I can understand the struggle-for-reform narrative that allows commentators to call the outcome of the Extraordinary Synod of Bishops on Pastoral Challenges to the Family a setback—but I doubt whether Pope Francis sees it that way. The narrative arc is clear, for example, in James Politi’s dispatch from Rome dated Oct. 26: “[I]t is hard not to see the turn of events in the Vatican this month as a setback for a Pope who has energized the Catholic world with his quest to make the religion more accessible and modern.”
It is even more hard to see the turn of events as going according to the Pope’s plan, but I will attempt to show, if not exactly that, then at least the nearest thing: That the Pope could not have seen it as a setback, and himself as “losing the latest battle.” (Politi again.)
First, the limits of possibility.
Francis has been compared to Saint John XXIII, the “Good Pope John” who convened Vatican II, because his pastoral touch inspires hope in many. But in that revealing interview he gave to fellow Jesuit Antonio Spadaro last year, Francis remembered John XXIII as a radical in a sense that ordinary Catholics would not readily understand.
(I wrestled with the idea for a long time.)
“According to St. Ignatius, great principles must be embodied in the circumstances of place, time and people. In his own way, John XXIII adopted this attitude with regard to the government of the church, when he repeated the motto, ‘See everything; turn a blind eye to much; correct a little.’ John XXIII saw all things, the maximum dimension, but he chose to correct a few, the minimum dimension. You can have large projects and implement them by means of a few of the smallest things. Or you can use weak means that are more effective than strong ones, as Paul also said in his First Letter to the Corinthians.”
To the Vatican II generation, who see John XXIII as a reformer of the ages, audacity personified, this is news: “[H]e chose to correct the minimum dimension.” (And yet look at all he has wrought.)
I hope I understand this application of Ignatian discernment to church governance correctly; the context in which Francis spoke of the pope he is often compared to is the discussion about what he calls the “virtue of the large and small…. That means being able to do the little things of every day with a big heart open to God and to others. That means being able to appreciate the small things inside large horizons, those of the kingdom of God.”
Second, “time is greater than space.”
That phrase recurs in Francis’ interviews, and finds a special place in his “Evangelii Gaudium.” I understand it to mean that process is more important than structure; this, the Pope writes, is “a first principle for progress in building a people.”
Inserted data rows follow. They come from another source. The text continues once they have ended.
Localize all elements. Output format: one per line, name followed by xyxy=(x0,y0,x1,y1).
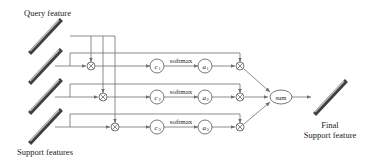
query-feature-label: Query feature xyxy=(24,8,71,18)
sum-label: sum xyxy=(276,94,287,101)
softmax-label-2: softmax xyxy=(170,88,193,96)
multiply-node-q2 xyxy=(99,93,107,101)
support-features-label: Support features xyxy=(17,147,73,157)
connection-lines xyxy=(55,36,311,127)
a1-sub: 1 xyxy=(207,66,209,71)
softmax-label-1: softmax xyxy=(170,57,193,65)
a2-sub: 2 xyxy=(207,97,209,102)
multiply-node-q3 xyxy=(111,123,119,131)
multiply-node-a1 xyxy=(236,62,244,70)
final-label-line1: Final xyxy=(321,120,339,130)
softmax-label-3: softmax xyxy=(170,118,193,126)
diagram-svg: c 1 c 2 c 3 a 1 a 2 a 3 softmax softmax … xyxy=(0,0,381,162)
multiply-node-q1 xyxy=(87,62,95,70)
c1-sub: 1 xyxy=(159,66,161,71)
multiply-node-a2 xyxy=(236,93,244,101)
final-support-feature-bar xyxy=(315,81,345,113)
multiply-node-a3 xyxy=(236,123,244,131)
query-feature-bar xyxy=(30,20,60,52)
final-label-line2: Support feature xyxy=(304,130,357,140)
attention-diagram: c 1 c 2 c 3 a 1 a 2 a 3 softmax softmax … xyxy=(0,0,381,162)
support-feature-bar-3 xyxy=(30,110,60,142)
c2-sub: 2 xyxy=(159,97,161,102)
support-feature-bar-2 xyxy=(30,80,60,112)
What does this mean, exactly? An entire paragraph from the apostolic exhortation (No. 223) is worth quoting in full:
“This principle enables us to work slowly but surely, without being obsessed with immediate results. It helps us patiently to endure difficult and adverse situations, or inevitable changes in our plans. It invites us to accept the tension between fullness and limitation, and to give a priority to time. One of the faults which we occasionally observe in sociopolitical activity is that spaces and power are preferred to time and processes. Giving priority to space means madly attempting to keep everything together in the present, trying to possess all the spaces of power and of self-assertion; it is to crystallize processes and presume to hold them back. Giving priority to time means being concerned about initiating processes rather than possessing spaces. Time governs spaces, illumines them and makes them links in a constantly expanding chain, with no possibility of return. What we need, then, is to give priority to actions which generate new processes in society and engage other persons and groups who can develop them to the point where they bear fruit in significant historical events. Without anxiety, but with clear convictions and tenacity.”
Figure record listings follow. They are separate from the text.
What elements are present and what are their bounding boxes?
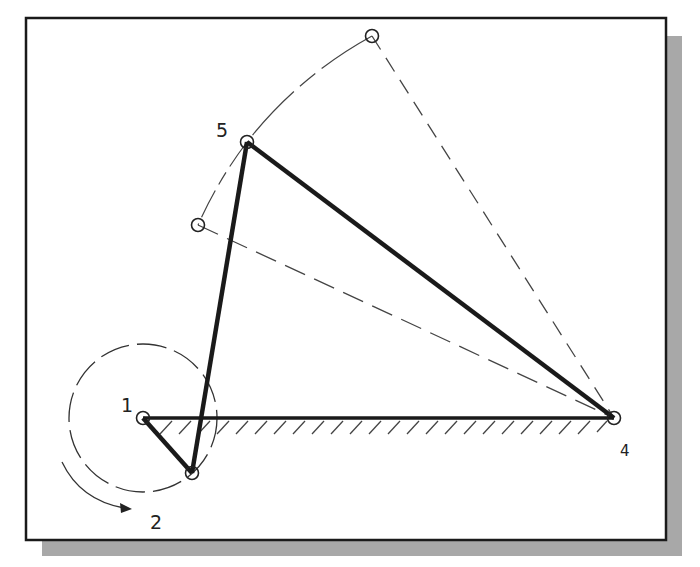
label-joint-5: 5 [216, 119, 228, 141]
label-joint-2: 2 [150, 511, 162, 533]
frame [26, 18, 666, 540]
label-joint-1: 1 [121, 394, 133, 416]
label-joint-4: 4 [620, 442, 630, 460]
linkage-diagram: 1 2 4 5 [0, 0, 700, 567]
I see this passage as characteristic of Pope Francis’ approach to “repairing a church in
ruins”—he is more concerned about initiating processes than possessing spaces. In this sense, the Extraordinary Synod was an initiative in process, unseen since Vatican II, and marked by unusual passion and candor. Who will call it a setback?
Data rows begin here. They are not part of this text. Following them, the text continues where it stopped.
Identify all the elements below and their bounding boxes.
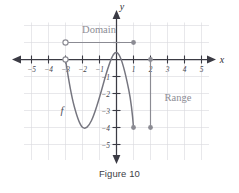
- x-tick-label--5: −5: [27, 65, 36, 74]
- y-tick-label--5: −5: [101, 141, 110, 150]
- function-name-label: f: [60, 104, 65, 116]
- y-tick-label--4: −4: [101, 124, 110, 133]
- x-axis: [12, 56, 216, 64]
- y-axis-label: y: [119, 1, 125, 12]
- figure-caption: Figure 10: [0, 168, 239, 179]
- y-tick-label--3: −3: [101, 107, 110, 116]
- x-axis-arrow-left: [12, 56, 21, 64]
- figure-10-graph: −5 −4 −3 −2 −1 1 2 3 4 5 −1: [0, 0, 239, 193]
- curve-filled-endpoint-right: [131, 125, 136, 130]
- range-filled-endpoint-bottom: [148, 125, 153, 130]
- x-axis-tick-labels: −5 −4 −3 −2 −1 1 2 3 4 5: [27, 65, 203, 74]
- domain-label: Domain: [82, 24, 117, 35]
- graph-svg: −5 −4 −3 −2 −1 1 2 3 4 5 −1: [0, 0, 239, 170]
- x-tick-label-4: 4: [183, 65, 187, 74]
- domain-open-endpoint-left: [63, 40, 68, 45]
- x-tick-label--2: −2: [78, 65, 87, 74]
- domain-filled-endpoint-right: [131, 40, 136, 45]
- x-tick-label--3: −3: [61, 65, 70, 74]
- y-tick-label--2: −2: [101, 90, 110, 99]
- range-label: Range: [165, 92, 192, 103]
- x-axis-arrow-right: [207, 56, 216, 64]
- curve-open-endpoint-left: [63, 57, 68, 62]
- y-axis-arrow-down: [113, 155, 121, 164]
- x-tick-label-5: 5: [200, 65, 204, 74]
- x-tick-label-3: 3: [165, 65, 170, 74]
- x-tick-label--4: −4: [44, 65, 53, 74]
- x-axis-label: x: [219, 54, 225, 65]
- range-filled-endpoint-top: [148, 57, 153, 62]
- x-tick-label-1: 1: [132, 65, 136, 74]
- coordinate-plane: −5 −4 −3 −2 −1 1 2 3 4 5 −1: [0, 0, 239, 170]
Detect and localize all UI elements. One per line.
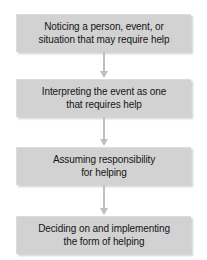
flowchart-step-2: Interpreting the event as onethat requir… (16, 79, 191, 117)
flowchart-step-3: Assuming responsibilityfor helping (16, 147, 191, 185)
arrow-shaft-icon (103, 117, 105, 140)
arrow-head-down-icon (100, 139, 108, 146)
arrow-step-2-to-step-3 (100, 117, 109, 146)
flowchart-step-4-line-1: Deciding on and implementing (38, 223, 170, 234)
flowchart-step-1-line-1: Noticing a person, event, or (44, 21, 164, 32)
arrow-shaft-icon (103, 52, 105, 72)
flowchart-step-2-label: Interpreting the event as onethat requir… (42, 86, 166, 111)
flowchart-diagram: Noticing a person, event, orsituation th… (0, 0, 207, 260)
arrow-step-1-to-step-2 (100, 52, 109, 78)
flowchart-step-3-label: Assuming responsibilityfor helping (53, 154, 155, 179)
arrow-head-down-icon (100, 71, 108, 78)
arrow-head-down-icon (100, 208, 108, 215)
flowchart-step-4: Deciding on and implementingthe form of … (16, 216, 191, 254)
flowchart-step-1: Noticing a person, event, orsituation th… (16, 14, 191, 52)
arrow-step-3-to-step-4 (100, 185, 109, 215)
flowchart-step-4-line-2: the form of helping (64, 236, 145, 247)
flowchart-step-4-label: Deciding on and implementingthe form of … (38, 223, 170, 248)
flowchart-step-3-line-2: for helping (81, 167, 127, 178)
flowchart-step-2-line-1: Interpreting the event as one (42, 86, 166, 97)
flowchart-step-3-line-1: Assuming responsibility (53, 154, 155, 165)
flowchart-step-1-label: Noticing a person, event, orsituation th… (39, 21, 170, 46)
flowchart-step-1-line-2: situation that may require help (39, 34, 170, 45)
flowchart-step-2-line-2: that requires help (66, 99, 141, 110)
arrow-shaft-icon (103, 185, 105, 209)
Third, the guarantee of unity.
In his closing speech at the Synod, Francis gave a powerful defense of the synodal process. “Many commentators, or people who talk, have imagined that they see a disputatious Church where one part is against the other, doubting even the Holy Spirit, the true promoter and guarantor of the unity and harmony of the Church …”
His confidence in that guarantee was formed by his experience in Aparecida, the 2007 conference of bishops from Latin America and the Caribbean, which produced a landmark document (he served as chief editor).
Later that year, he gave an interview in which he described the process in Aparecida as harmonious.
“‘Harmony,’ I said, that’s the right word. In the Church harmony is the work of the Holy Spirit. One of the early Fathers of the Church wrote that the Holy Spirit ‘ipse harmonia est,’ He Himself is harmony. He alone is author at the same time of plurality and of unity. Only the Spirit can stir diversity, plurality, multiplicity and at the same time make unity. Because when it’s us who decide to create diversity we create schisms and when it’s us who decide to create unity we create uniformity, leveling. At Aparecida we collaborated in this work of the Holy Spirit.”
Doesn’t sound like a defeated general to me.